Even if his name doesn’t ring a bell, there’s a very good chance you’re already familiar with Andreas Deja’s work.
A Disney animator for 30 years, Deja helped establish some of the studio’s most iconic heroes and villains. From The Lion King‘s malevolent Scar to the quiet and eccentric Lilo from Lilo and Stitch, Deja’s richly drawn characters have left an indelible mark on children and adults the world over.
Deja visited the DigiPen campus on Sept. 21 as the keynote speaker for the 2012 Digital Art Festival. With a warm demeanor, humorous anecdotes, and plenty of video clips for reference, Deja offered an insightful retrospective on both his own career and the Walt Disney Animation Studios. It was a rare treat for those in attendance, made even more remarkable when Deja concluded by live sketching some of his past Disney characters.
Most animators, Deja said, can point to a particular film or cartoon that sparked their interest in the medium. For him it was Disney’s 1967 adaptation of The Jungle Book.
“It was the first Disney film I ever saw, and my head was just turning and twisting,” Deja, who was born in Poland and raised in Germany, said. “Even as an 11-year-old, my life all of a sudden had a mission.”
About a year after seeing the film, Deja wrote a letter to Walt Disney Animation Studios asking them what it would take to become an animator. In a reply form letter that Deja has kept to this day, a Disney representative encouraged him to study art, anatomy, and to learn drawing. Despite coming from a very non-artistic family — his parents were horrified one day to discover that their teenage son was drawing from real-life nude models — Deja went to college to pursue a degree in art.
Even as an 11-year-old, my life all of a sudden had a mission.”
Deja eventually landed his dream job in 1980, joining the team at Disney’s California studio to help design the animated epic The Black Cauldron.

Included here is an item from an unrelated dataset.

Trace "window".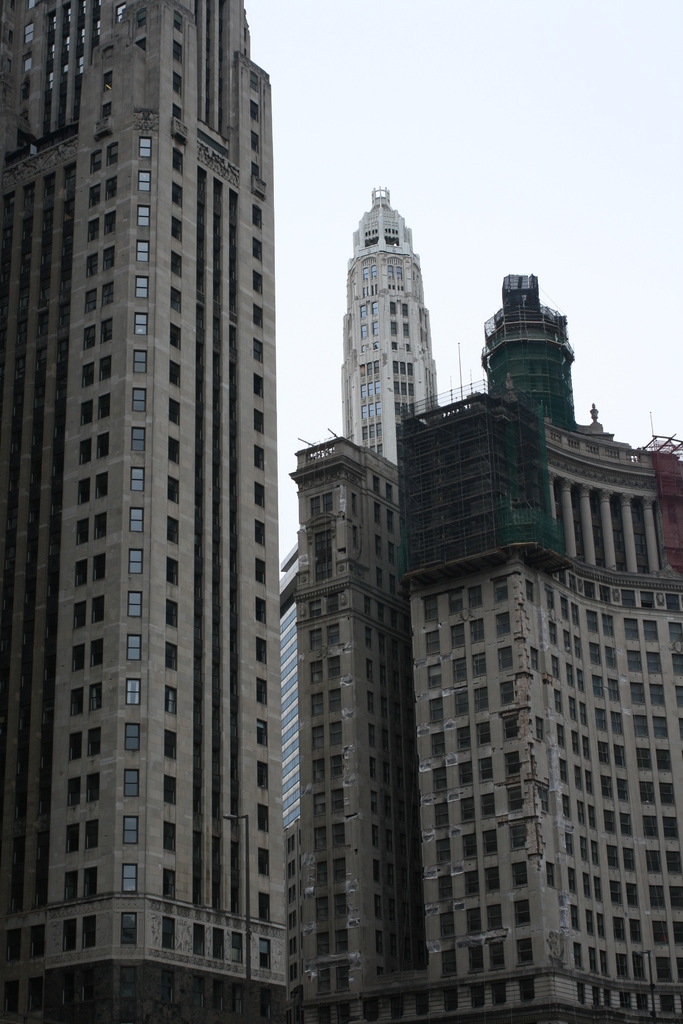
Traced to [465,872,484,898].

For the first year Deja worked alongside another recent hire, future film director Tim Burton, who according to Deja hummed along to punk music while knocking out fantastical concept sketches that ultimately didn’t satisfy the tastes of Disney management. While Burton eventually went on to forge a successful career outside of Disney, Deja found success within the company through his work on such features as The Little Mermaid, for which he animated the benevolent and imposing King Triton, and Beauty and the Beast, for which he animated the handsome villain Gaston.

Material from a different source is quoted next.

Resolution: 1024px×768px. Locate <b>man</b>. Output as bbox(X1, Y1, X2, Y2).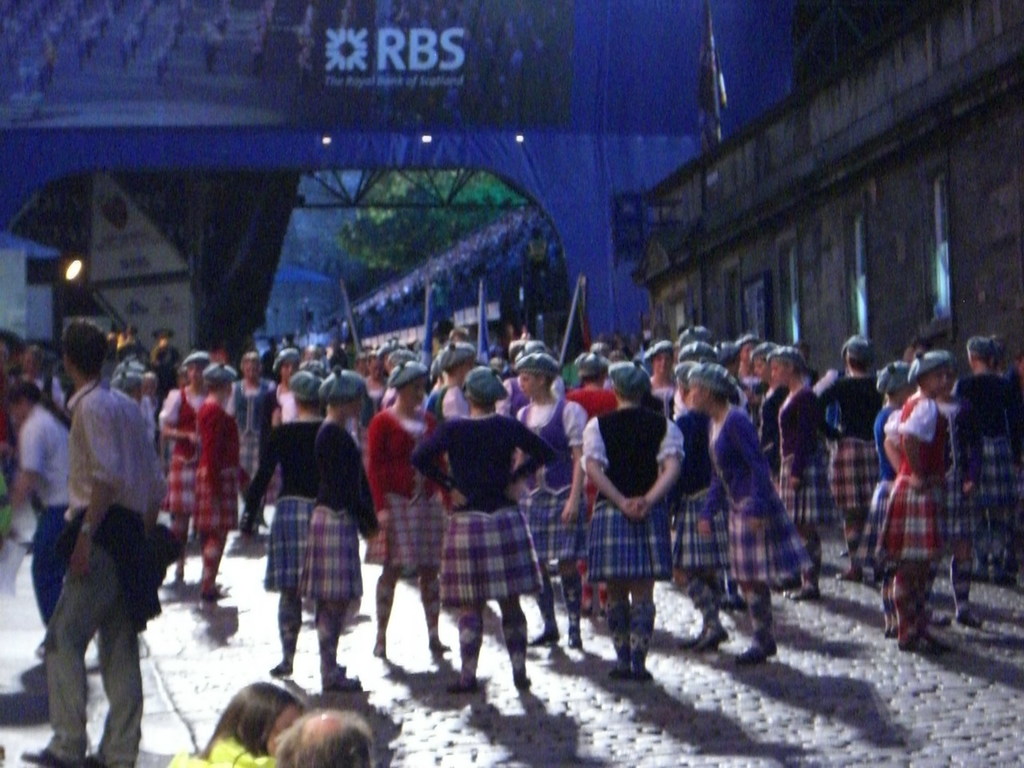
bbox(275, 706, 371, 767).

Deja described the latter character as his most challenging work. Whereas Deja’s initial animations depicted Gaston as a physically exaggerated buffoon with an enormous jaw and outrageous muscles, Disney studio Chairman Jeffrey Katzenberg felt they were too “cartoonish.” As opposed to the Beast character, who on the surface appears frightening and villainous but deep down has a heart of gold, Katzenburg said the vile Gaston had to have the initial appearance of a charming male protagonist.
At first Deja resisted Katzenburg’s criticism. “But I saw his point, so I erased all the jaws, made them smaller, made him look more like a soap opera character,” Deja said. “It’s always the degree of realism you have to watch for. The more realism you have, the more difficult it is.”

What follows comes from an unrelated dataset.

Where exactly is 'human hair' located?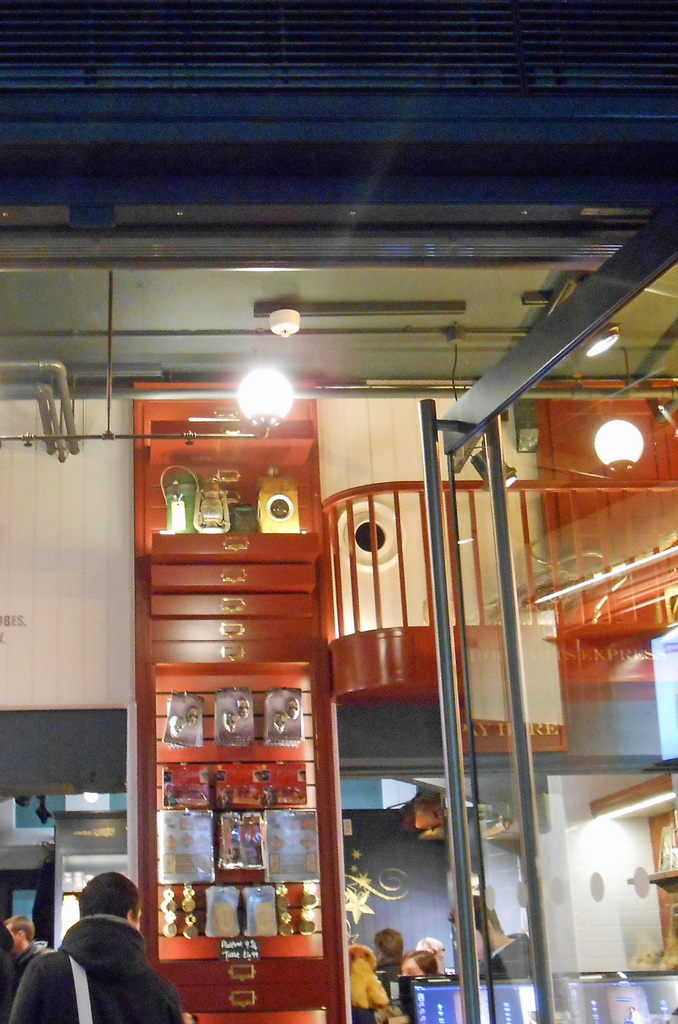
Its bounding box is 78 873 142 920.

Let me stretch that face and put his mouth — instead of where it should be — way down here.”
Deja approached his next assignment, the evil vizier Jafar from Aladdin, as a deliberate departure from Gaston. “I thought, ‘I’m going to have fun with this one. No realism here. Let me stretch that face and put his mouth — instead of where it should be — way down here,” Deja said. And in what would become the third in a trilogy of memorable villains, Deja brought actor Jeremy Irons’ distinct vocal performance — as well as his facial resemblance — to The Lion King‘s regicidal Scar.
Deja soon after had the opportunity to animate Hades in Disney’s Hercules, but he instead requested to take on the film’s adult protagonist. “I needed to crack something like that, where it’s more internal. He’s a shy guy, and he’s insecure,” Deja said of the Hercules character. “And I’m glad I animated him, because I think I learned a lot about subtleties and holding back.”
Deja would go on to work as the supervising animator for a whole range of character types, including Mama Odie in The Princess and the Frog and Tigger in 2011’s Winnie the Pooh. You can follow the artist’s “Deja View” animation blog at andreasdeja.blogspot.com.